Saturday, July 30, 2022

New GFS Soundings and Time Heights

Following up on the previous post (New HRRR Products on weather.utah.edu), I've now added new GFS model soundings and time-height sections as well.  They are under the GFS-0.25 deg tab.

The soundings are plotted on a thermodynamic diagram known as a "Skew-T," so called because a line of constant temperature is skewed 45˚ from the horizontal (grey lines that slope upward to the right below).  There is a wealth of information on these charts, but there's a summary available here. The diagram lines, described in greater depth at that link, include pressure (horizontal grey), dry adiabats (red dotted), moist adiabats (blue dotted), and mixing ratio (green).  The red and green lines are the model forecast temperature and dewpoint.  

The black line is the theoretical profile a parcel of air would have if it were lifted.  In this case, I am plotting the "most unstable" parcel.  That is, the parcel with the most Convective Available Potential Energy (CAPE).  Sometimes it is the surface parcel (as is the case in the plot above).  In others, it can be elevated.  Black dots show the level of the most unstable parcel and its lifting condensation level, which is the level at which the the parcel reaches saturation.  No black lines or dots are plotted if there is no parcel that has CAPE.  Maybe more on all this stuff in the future.

The time-height sections include relative humidity (color fill), the 0˚C isotherm, wind barbs, and vertical velocity (upward red, downward blue).  These are very useful for forecasting mountain precipitation and should be valuable this coming winter. 

There are a few additional changes to weather.utah.edu:
  1. I've eliminated the high-resolution nam nest.  It's never been very useful for wintertime precipitation forecasting due to a high bias, so I've elected to axe it so I have one less product to support.
  2. I've added HRRR forecasts out to 48 hours.  This is basically a better alternative to the NAM nest.  These forecasts are available every 6 hours, so there are now tabs for the 48- and 18-h HRRR runs (the latter available every hour).
  3. I've done some rearranging and naming of the products in the left-hand nav bar to make it simpler.
  4. The old LCC guidance product has been removed and only one LCC guidance product, based on the GFS, will be available moving forward.  
I know that the interface for weather.utah.edu is old and obtuse.  I can do some basic editing of it, but a wholesale upgrade is beyond my programming abilities.  It will remain as is until I can find someone to work on it.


**GOAL OF THE EXERCISE**
Report the lines of the data below that contain the string "Operations".

*** AVAILABLE DATA

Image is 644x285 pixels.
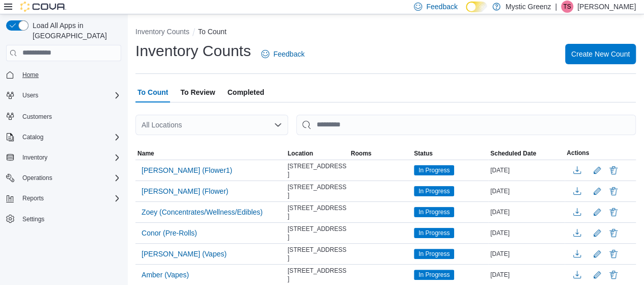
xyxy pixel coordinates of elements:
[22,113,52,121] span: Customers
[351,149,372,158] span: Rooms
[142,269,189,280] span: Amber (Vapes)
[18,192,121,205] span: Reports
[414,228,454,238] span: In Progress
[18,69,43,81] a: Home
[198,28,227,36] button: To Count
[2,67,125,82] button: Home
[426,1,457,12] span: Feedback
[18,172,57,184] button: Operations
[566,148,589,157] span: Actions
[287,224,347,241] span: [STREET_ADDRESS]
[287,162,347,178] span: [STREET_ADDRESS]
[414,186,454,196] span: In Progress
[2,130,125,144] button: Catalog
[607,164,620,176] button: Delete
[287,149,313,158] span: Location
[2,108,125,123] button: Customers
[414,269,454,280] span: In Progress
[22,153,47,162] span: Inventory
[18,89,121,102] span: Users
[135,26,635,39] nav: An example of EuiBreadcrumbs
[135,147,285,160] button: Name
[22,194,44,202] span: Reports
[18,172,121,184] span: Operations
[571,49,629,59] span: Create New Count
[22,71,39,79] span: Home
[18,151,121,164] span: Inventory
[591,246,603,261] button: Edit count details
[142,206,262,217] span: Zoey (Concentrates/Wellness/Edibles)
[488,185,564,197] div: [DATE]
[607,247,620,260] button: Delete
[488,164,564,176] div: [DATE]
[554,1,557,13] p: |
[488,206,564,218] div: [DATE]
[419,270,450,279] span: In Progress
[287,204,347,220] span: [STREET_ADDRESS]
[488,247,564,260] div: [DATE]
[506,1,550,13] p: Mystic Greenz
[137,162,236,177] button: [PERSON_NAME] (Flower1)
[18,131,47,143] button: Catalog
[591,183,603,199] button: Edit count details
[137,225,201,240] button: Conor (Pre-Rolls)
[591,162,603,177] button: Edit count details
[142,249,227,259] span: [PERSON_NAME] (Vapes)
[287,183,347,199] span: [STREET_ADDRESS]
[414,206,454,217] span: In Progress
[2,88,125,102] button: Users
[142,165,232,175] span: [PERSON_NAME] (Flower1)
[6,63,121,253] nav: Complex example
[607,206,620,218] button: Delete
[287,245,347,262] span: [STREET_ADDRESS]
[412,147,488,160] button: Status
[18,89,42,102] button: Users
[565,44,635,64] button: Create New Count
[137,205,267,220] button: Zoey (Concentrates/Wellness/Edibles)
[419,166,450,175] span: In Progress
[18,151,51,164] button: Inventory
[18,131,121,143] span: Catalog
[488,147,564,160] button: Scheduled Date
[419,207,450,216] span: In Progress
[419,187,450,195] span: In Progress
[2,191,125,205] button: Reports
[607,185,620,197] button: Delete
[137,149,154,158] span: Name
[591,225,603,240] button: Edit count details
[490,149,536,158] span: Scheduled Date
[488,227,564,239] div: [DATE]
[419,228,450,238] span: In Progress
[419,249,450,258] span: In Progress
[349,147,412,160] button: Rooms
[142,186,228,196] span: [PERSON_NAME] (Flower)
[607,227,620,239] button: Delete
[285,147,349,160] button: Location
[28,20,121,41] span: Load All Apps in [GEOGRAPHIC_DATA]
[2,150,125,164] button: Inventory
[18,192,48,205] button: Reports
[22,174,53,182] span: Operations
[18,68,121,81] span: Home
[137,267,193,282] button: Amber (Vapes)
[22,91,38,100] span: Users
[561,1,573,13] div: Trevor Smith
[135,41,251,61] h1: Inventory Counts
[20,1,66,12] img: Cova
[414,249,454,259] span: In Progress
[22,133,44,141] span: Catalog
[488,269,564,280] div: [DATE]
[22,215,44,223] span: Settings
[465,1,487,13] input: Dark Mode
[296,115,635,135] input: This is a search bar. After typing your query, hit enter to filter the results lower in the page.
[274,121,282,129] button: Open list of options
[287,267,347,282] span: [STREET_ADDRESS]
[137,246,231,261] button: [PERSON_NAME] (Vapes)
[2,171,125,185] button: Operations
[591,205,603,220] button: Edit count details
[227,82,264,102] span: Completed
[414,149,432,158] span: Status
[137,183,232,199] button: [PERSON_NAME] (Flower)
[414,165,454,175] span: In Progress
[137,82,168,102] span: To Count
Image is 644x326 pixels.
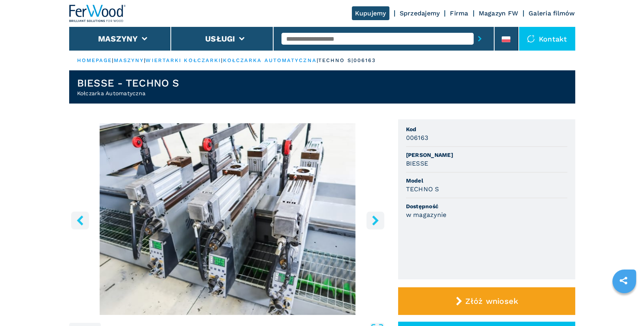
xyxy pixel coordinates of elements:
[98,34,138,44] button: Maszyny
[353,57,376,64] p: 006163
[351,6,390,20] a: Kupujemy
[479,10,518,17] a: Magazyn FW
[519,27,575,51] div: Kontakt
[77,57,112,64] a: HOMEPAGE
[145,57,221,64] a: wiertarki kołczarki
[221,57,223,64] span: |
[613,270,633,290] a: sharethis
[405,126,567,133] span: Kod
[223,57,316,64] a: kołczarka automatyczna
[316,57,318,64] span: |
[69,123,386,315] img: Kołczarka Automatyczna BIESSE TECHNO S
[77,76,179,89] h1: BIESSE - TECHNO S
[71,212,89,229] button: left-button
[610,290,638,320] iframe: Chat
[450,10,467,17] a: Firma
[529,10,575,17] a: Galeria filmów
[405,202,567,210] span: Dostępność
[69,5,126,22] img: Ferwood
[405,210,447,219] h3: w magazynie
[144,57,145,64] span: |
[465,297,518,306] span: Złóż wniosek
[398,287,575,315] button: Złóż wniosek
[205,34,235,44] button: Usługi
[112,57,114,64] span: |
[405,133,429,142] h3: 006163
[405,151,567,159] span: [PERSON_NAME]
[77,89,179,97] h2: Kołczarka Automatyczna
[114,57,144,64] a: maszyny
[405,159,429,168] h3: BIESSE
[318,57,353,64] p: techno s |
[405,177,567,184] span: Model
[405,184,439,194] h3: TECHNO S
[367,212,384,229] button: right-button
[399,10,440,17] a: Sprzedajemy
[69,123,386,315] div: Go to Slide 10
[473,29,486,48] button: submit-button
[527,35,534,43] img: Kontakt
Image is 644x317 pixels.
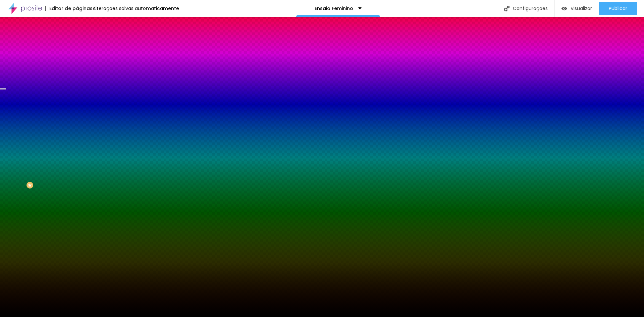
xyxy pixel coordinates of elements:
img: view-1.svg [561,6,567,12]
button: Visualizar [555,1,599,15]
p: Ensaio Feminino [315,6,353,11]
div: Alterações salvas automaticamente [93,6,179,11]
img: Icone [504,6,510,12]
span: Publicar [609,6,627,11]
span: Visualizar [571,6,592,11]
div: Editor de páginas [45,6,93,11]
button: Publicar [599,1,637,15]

******

**YOUR RESPONSE**
[18,172,57,184] button: Operations
[18,172,121,184] span: Operations
[22,174,53,182] span: Operations
[2,171,125,185] button: Operations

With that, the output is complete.